Shapira, Yoav wrote:
One area to keep in mind there is performance. There's no argument on the utility of JMX at all. I also think most of the performance hit would be at initialization (and shutdown), as you're creating/naming/binding JMX operations/attributes. This is better than having a performance hit in the request processing pipeline, so we're OK, but it's nonetheless something to keep in mind as we're adding JMX instrumentation all over the place.
AFAIK, the performance hit would be minimal (JBoss runs ok to me, so JMX seems fast enough overall). It's an issue of cleaning the code, so it's not useful by itself. I think Costin wanted to do that migration to full JMX (we're a bit too much middle ground, and all those listener interfaces are definitely not trendy these days ;) ).
For the critical path probably it's good to keep using an interface, but for all "container changes" and other notification - there is no performance issue.
I don't know if anyone has read the Eclipse design and code - it has some very interesting ideas with the "extension points" and osgi.
If you are going to touch the architecture - one thing I allways hated was using the same path ( "extension point" ) for all request processing. That was one of my fundamental problems with the valves. Keep the valves if you like them - but have separate chains for authentication, authorization, logging, etc. It not only cleans the code, but it also opens stuff for reuse.
Costin
Another thing is that we might want to write the next Tomcat for JDK
1.5.
Anything specific in JDK 1.5? We already spoke a bit about NIO in some form, but that's JDK 1.4.
Annotations :) (I saw EJB 3)
I have to assume we're going to have some annotations defined in the spec, hence the requirement for JDK 1.5. Of course, this is speculation on this point.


• **WHAT TO PRODUCE**
Copy each line from the data that has the word "balancing" in it.

• **DATA EXTRACTS**
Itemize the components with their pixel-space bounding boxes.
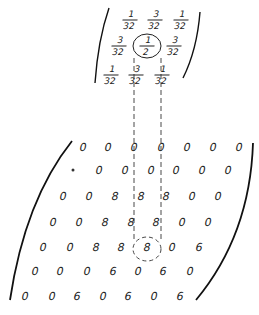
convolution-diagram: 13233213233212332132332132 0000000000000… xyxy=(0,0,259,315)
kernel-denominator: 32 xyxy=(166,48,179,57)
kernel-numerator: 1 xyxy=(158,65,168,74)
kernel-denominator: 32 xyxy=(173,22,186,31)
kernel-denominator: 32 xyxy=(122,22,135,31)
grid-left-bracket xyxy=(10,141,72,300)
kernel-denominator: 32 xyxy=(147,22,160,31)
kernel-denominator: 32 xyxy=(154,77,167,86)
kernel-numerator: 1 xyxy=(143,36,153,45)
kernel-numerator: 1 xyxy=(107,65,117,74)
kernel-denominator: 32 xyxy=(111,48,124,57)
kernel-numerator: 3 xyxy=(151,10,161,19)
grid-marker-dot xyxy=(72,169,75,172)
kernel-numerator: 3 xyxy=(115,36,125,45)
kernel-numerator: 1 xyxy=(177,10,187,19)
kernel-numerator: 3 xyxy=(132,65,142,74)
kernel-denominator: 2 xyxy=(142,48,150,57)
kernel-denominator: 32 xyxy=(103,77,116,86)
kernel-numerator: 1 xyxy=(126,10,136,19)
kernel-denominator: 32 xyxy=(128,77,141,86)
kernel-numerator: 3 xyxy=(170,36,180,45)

---

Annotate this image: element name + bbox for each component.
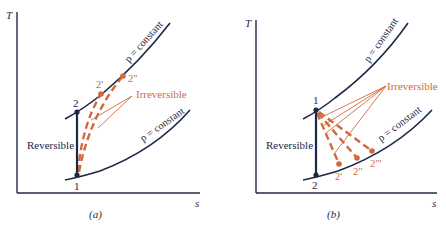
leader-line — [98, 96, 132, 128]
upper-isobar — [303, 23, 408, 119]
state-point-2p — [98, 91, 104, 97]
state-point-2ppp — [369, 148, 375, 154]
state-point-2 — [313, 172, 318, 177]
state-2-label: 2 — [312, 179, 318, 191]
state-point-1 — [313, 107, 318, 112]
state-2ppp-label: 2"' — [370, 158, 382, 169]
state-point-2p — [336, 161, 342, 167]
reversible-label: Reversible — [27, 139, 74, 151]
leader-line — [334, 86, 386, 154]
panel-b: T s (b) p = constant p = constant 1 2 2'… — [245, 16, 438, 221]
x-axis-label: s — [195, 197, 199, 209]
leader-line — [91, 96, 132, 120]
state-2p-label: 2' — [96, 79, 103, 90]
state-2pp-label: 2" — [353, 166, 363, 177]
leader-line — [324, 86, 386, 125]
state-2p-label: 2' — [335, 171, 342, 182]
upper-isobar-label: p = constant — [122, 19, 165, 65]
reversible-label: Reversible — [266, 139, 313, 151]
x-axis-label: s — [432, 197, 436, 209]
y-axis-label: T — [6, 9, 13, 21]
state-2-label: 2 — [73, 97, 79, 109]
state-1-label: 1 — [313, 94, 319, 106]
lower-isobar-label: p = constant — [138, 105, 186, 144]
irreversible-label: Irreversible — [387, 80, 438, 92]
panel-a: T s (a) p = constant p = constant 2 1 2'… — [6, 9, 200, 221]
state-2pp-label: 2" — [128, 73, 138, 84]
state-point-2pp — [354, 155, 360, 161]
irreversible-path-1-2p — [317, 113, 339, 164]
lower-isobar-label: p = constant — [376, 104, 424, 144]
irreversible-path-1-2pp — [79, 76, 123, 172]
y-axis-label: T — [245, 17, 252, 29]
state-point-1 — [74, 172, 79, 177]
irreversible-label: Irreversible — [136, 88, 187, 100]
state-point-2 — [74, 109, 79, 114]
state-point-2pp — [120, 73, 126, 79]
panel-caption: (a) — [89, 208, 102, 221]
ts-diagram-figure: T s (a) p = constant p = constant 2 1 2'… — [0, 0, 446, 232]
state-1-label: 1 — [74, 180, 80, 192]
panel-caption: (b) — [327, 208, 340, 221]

--

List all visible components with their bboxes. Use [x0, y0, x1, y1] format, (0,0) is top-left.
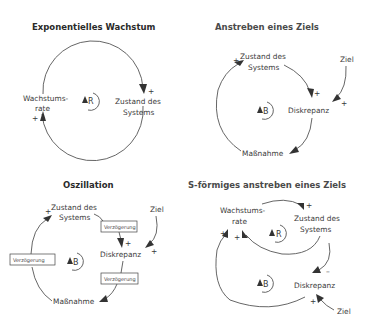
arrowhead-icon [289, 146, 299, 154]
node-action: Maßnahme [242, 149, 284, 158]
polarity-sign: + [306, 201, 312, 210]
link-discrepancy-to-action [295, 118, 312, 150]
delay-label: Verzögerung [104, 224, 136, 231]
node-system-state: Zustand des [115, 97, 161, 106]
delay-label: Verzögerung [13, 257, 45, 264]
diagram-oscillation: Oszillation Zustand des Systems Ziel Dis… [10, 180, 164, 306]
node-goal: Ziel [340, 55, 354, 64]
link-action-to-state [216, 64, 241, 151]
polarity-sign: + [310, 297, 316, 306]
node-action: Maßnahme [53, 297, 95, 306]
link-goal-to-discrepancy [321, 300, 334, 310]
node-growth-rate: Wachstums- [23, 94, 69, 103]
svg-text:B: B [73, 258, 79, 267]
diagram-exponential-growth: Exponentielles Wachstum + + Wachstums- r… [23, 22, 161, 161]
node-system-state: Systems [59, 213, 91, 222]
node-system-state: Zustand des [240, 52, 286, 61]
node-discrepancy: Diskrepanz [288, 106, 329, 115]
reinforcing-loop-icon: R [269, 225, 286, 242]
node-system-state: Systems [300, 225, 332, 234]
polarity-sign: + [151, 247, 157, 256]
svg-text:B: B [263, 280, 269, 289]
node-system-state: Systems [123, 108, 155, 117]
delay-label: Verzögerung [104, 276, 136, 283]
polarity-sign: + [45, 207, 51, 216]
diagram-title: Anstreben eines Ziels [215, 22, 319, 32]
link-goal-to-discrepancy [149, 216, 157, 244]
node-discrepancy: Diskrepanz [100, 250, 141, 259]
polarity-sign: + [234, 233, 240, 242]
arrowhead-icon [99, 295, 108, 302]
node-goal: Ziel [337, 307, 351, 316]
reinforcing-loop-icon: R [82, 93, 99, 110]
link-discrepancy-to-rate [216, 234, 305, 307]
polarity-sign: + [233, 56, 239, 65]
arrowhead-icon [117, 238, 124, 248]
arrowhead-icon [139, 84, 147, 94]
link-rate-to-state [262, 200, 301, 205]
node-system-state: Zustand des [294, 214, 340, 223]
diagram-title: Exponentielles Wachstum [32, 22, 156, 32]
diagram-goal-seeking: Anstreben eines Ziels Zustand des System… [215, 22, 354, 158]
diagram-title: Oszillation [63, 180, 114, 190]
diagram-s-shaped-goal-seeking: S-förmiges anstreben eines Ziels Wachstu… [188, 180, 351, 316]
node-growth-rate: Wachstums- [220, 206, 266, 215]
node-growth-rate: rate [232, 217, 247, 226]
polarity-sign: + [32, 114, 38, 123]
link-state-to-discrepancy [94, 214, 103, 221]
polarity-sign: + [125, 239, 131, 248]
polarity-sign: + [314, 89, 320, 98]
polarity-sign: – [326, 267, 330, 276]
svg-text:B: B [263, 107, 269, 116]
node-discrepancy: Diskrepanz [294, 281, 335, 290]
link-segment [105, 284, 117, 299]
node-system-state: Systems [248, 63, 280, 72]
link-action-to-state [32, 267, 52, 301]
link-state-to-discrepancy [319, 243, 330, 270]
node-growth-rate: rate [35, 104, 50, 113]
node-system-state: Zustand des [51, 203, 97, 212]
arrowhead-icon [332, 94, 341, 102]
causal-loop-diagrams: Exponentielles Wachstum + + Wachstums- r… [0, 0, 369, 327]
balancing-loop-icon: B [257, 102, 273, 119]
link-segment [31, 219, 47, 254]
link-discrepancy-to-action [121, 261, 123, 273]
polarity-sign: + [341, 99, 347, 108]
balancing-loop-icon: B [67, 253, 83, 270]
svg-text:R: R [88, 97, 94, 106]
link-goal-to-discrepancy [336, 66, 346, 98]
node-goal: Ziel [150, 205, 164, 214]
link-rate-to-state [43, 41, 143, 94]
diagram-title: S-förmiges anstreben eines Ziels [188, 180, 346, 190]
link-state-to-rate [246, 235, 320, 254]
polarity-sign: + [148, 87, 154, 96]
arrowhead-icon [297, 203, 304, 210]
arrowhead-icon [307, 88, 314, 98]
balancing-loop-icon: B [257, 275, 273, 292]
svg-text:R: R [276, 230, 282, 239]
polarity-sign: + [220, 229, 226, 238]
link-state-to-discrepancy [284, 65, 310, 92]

• **ANSWER SECTION**
balancing-loop-icon: B [257, 102, 273, 119]
balancing-loop-icon: B [67, 253, 83, 270]
balancing-loop-icon: B [257, 275, 273, 292]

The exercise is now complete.